By M.V. Moorhead
Late Saturday evening this past weekend I was approaching the door of a Quik Trip when I glanced up to notice The Joker headed to the same spot from the other direction. By which I mean not the campy super-villain from Batman comics or the ‘60s-era Batman TV show, but the troubled-loner Joker as played by Joaquin Phoenix in the Todd Phillips movie Joker, now in theaters.
I was momentarily startled; then I remembered it was the weekend before Halloween. I held the door and let the young man enter before me. But there’s no denying that his costume gave me more of a genuine chill than your run- of-the-mill Halloween party hobgoblin.
As a cultural phenomenon, Joker appears not to be in any hurry to go away. Four weeks after its opening, it returned to the No. 1 spot at U.S. box offices, unseating another revisionist take on an iconic villain with Maleficent: Mistress of Evil.
Even before its opening, Joker was the subject of anxious controversy for its perceived appeal to alienated young men. There was concern that it could even lead to violence akin to the horrific 2012 shooting at a movie theater in Aurora, Colo., during a midnight show of The Dark Knight Rises, by a man who reportedly identified with the character. This shooting killed 12 people and wounded dozens of others.
So far, thankfully, actual violence connected to Joker seems largely not to have materialized. But this doesn’t alter the concern of many social critics that the movie could be seen as validating, even glamorizing, the “incel” (“involuntary celibate”) sensibility and other angry, self-pitying and sometimes violent mindsets held by troubled young loners.
For those who haven’t seen it: The title character of Joker is Arthur Fleck, a young man who lives with his mother in a low-rent apartment in a run-down, monochrome, garbage-strike-stricken ‘70s-era version of Gotham City.
Arthur suffers from a condition that makes him laugh uncontrollably and inappropriately. He’s a for-hire clown, work he loves and takes seriously, but which makes him the target of everyone from street thugs to treacherous coworkers.
He can’t even playfully make faces to amuse a child on the bus without getting scolded by the kid’s mother.
In short, he’s a man more sinned against than sinning; a man who might legitimately wonder if fate somehow simply has it in for him. He suffers mightily and through no real fault of his own, and when he turns to violence initially, it’s in response to being abused by despicable strangers on a subway; for the most part he acts in self-defense.
Eventually, as he self-consciously adopts the “Joker” persona, his crimes become more psychotic and calculated, but it isn’t hard to imagine the character’s actions seeming understandable and even justified by isolated, antisocial young men.
When I saw the film, about a week before it opened, what struck me was how powerful Phoenix was in the role, and how curiously unsatisfying the rest of the movie was.
I certainly don’t think that Phillips and the other filmmakers had the slightest intention of justifying violence as a response to feeling lonely and persecuted, but by creating a character who suffers to such an improbably unrelieved degree, and so blamelessly, they’ve made a movie that can be read that way.
It may not be what the film’s makers had in mind, but apart from showcasing a brilliant piece of acting, it’s hard to say just what they did have in mind, so this dark interpretation has naturally filled the vacuum in Joker’s thematic center.
The real, if grim, value of this movie may be to suggest how widespread this feeling of alienation is in our current angry, hectic, chaotic, social-media- driven lifestyle. Joker may be less a drama and more the description of a symptom: We’re hearing a lot of laughter these days, but there doesn’t seem to be a lot of joy behind it.
Joker is rated R due to “strong bloody violence, disturbing behavior, language, and brief sexual images.” It remains in wide release.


▸ **PROBLEM STATEMENT**
Only the lines below between the ones containing "You are a GUI" and "This screenshot has width=994, height=686.", inclusive, are to be reproduced, each exactly as it stands.

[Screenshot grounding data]

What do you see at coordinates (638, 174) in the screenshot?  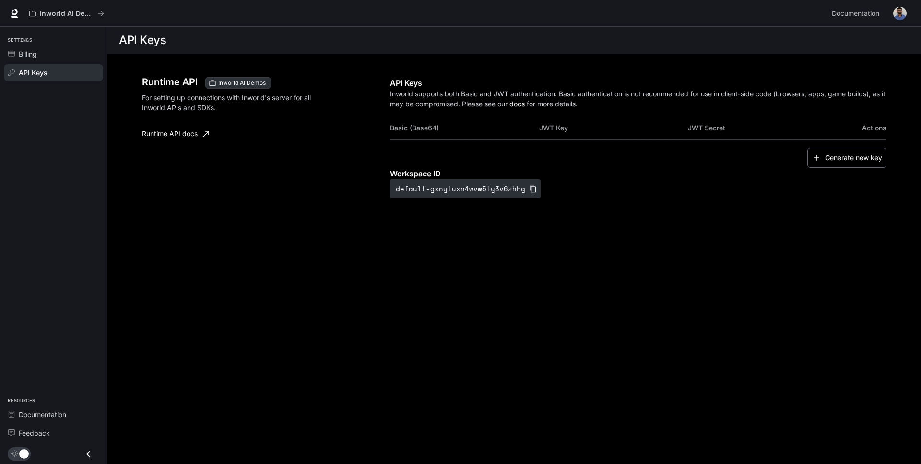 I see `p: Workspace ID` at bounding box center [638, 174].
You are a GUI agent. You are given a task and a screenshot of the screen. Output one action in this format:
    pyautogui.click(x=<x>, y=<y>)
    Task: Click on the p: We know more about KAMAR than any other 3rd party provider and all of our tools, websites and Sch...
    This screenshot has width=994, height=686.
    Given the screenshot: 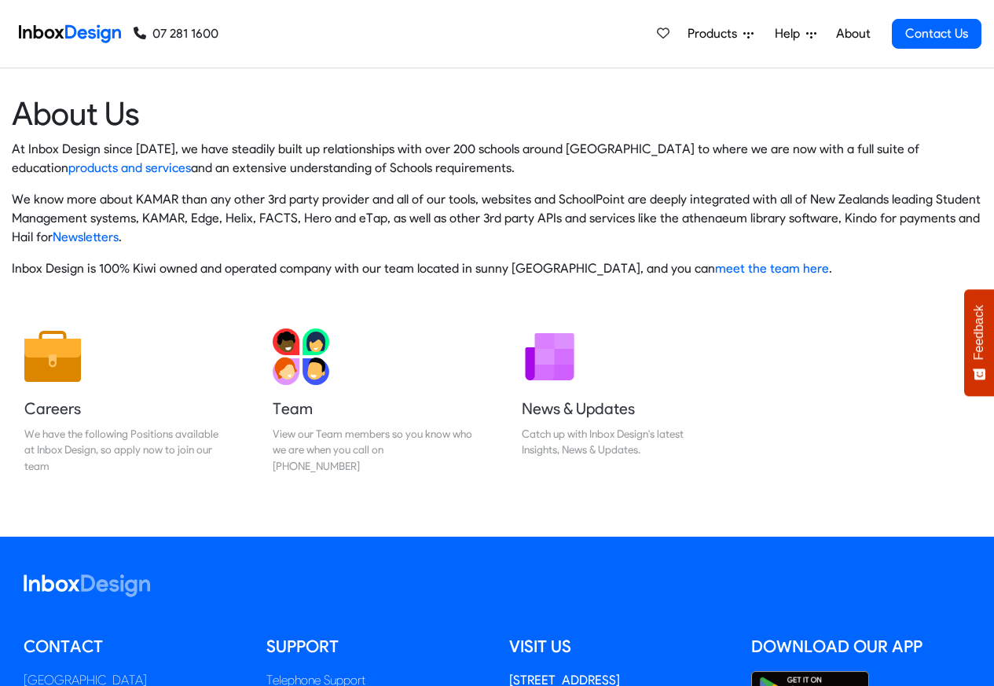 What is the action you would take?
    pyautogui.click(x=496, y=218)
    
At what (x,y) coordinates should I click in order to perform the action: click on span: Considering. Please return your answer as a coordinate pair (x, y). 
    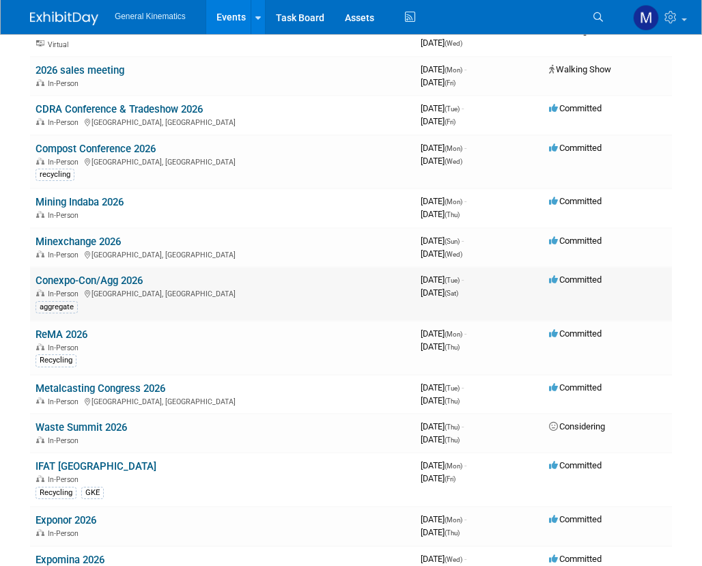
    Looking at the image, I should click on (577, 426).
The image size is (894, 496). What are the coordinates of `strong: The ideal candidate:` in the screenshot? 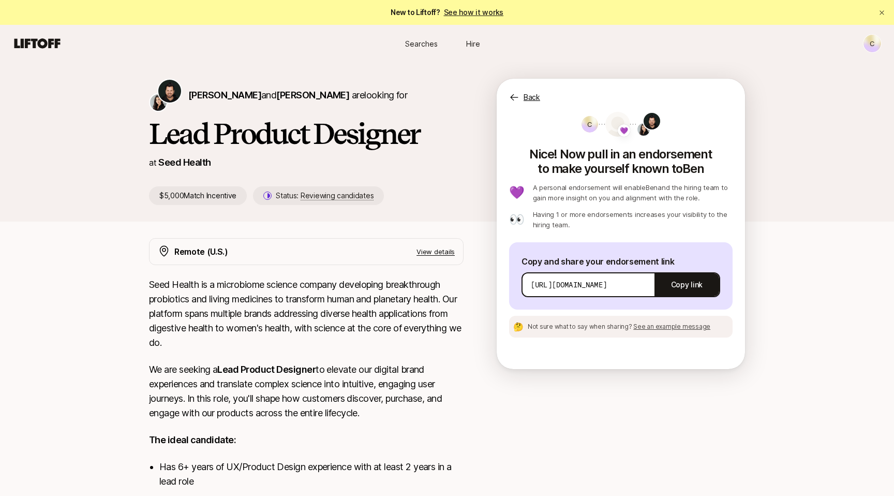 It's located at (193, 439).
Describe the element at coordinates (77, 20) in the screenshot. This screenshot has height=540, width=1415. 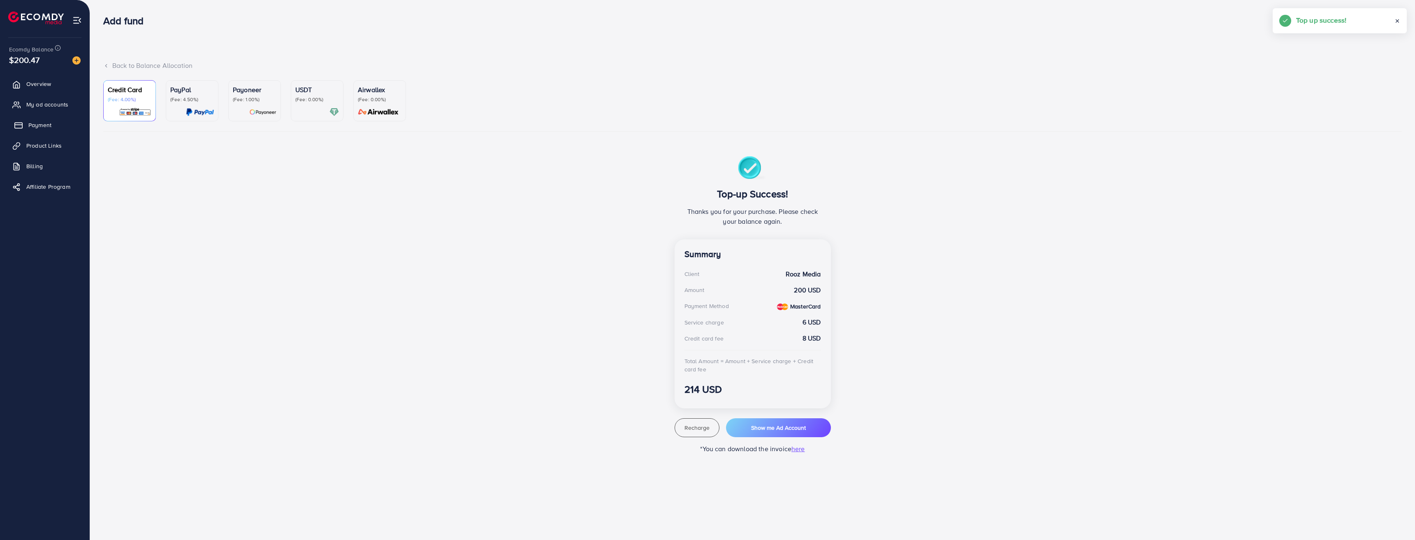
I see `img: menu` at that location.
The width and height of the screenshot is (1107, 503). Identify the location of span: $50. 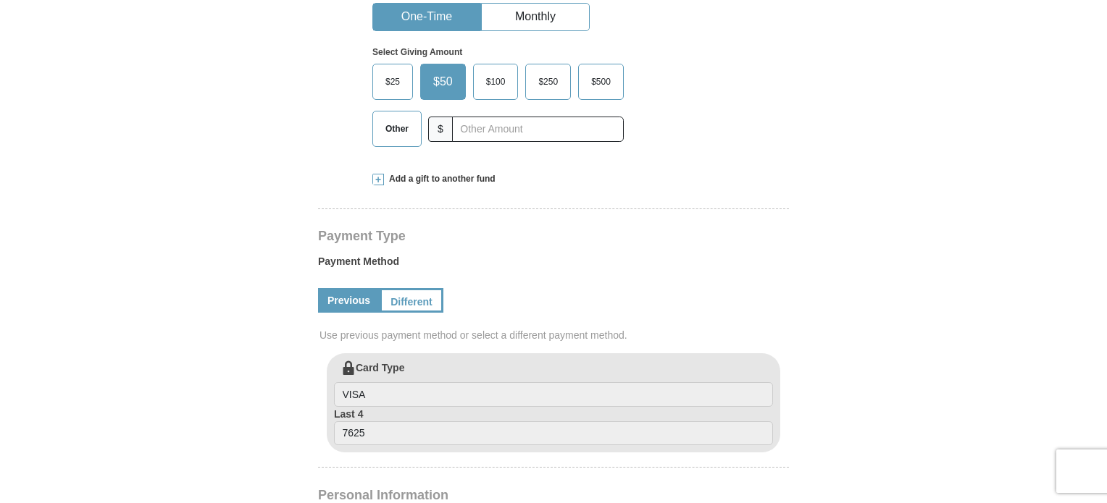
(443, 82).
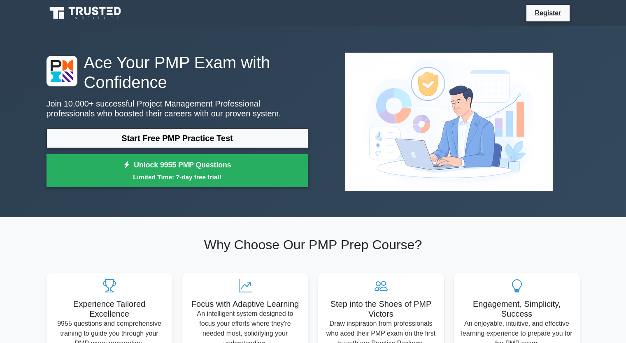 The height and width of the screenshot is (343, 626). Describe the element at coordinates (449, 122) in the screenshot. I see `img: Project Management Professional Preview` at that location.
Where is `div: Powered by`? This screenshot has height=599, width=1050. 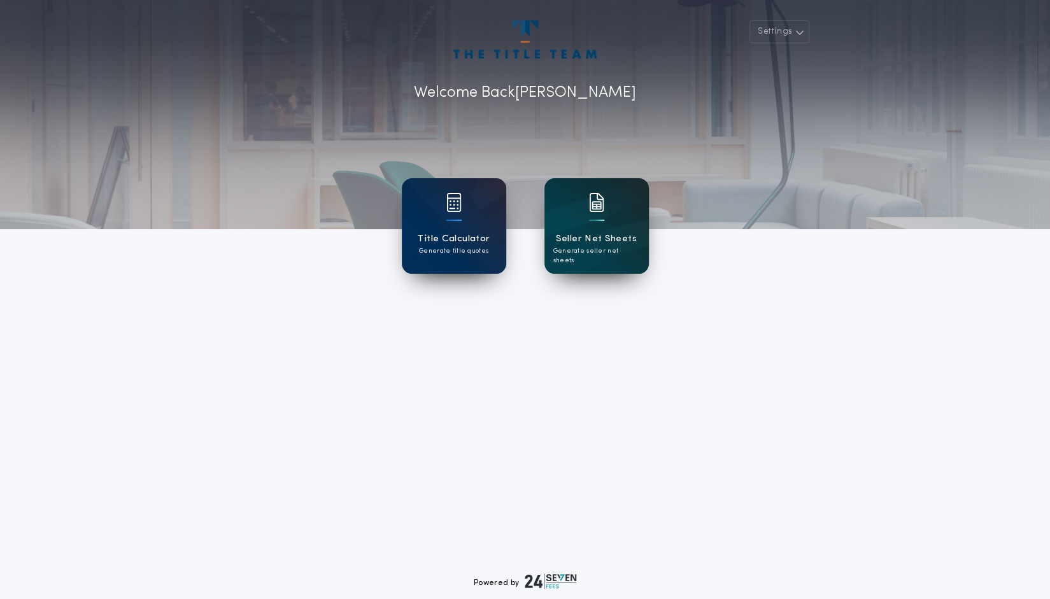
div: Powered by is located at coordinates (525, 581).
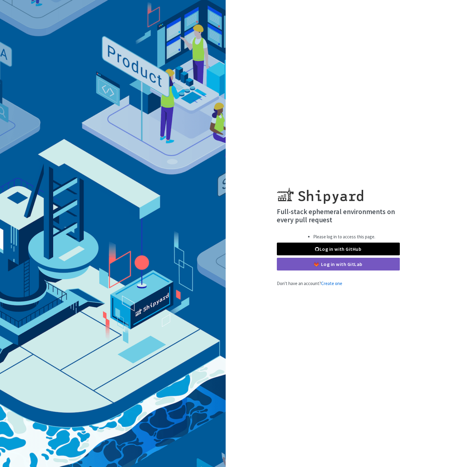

▸ **THE COMPLETED TASK**
You are a GUI agent. You are given a task and a screenshot of the screen. Output one action in this format:
    pyautogui.click(x=<x>, y=<y>)
    Task: Click on the p: We know more about KAMAR than any other 3rd party provider and all of our tools, websites and Sch...
    This screenshot has width=994, height=686.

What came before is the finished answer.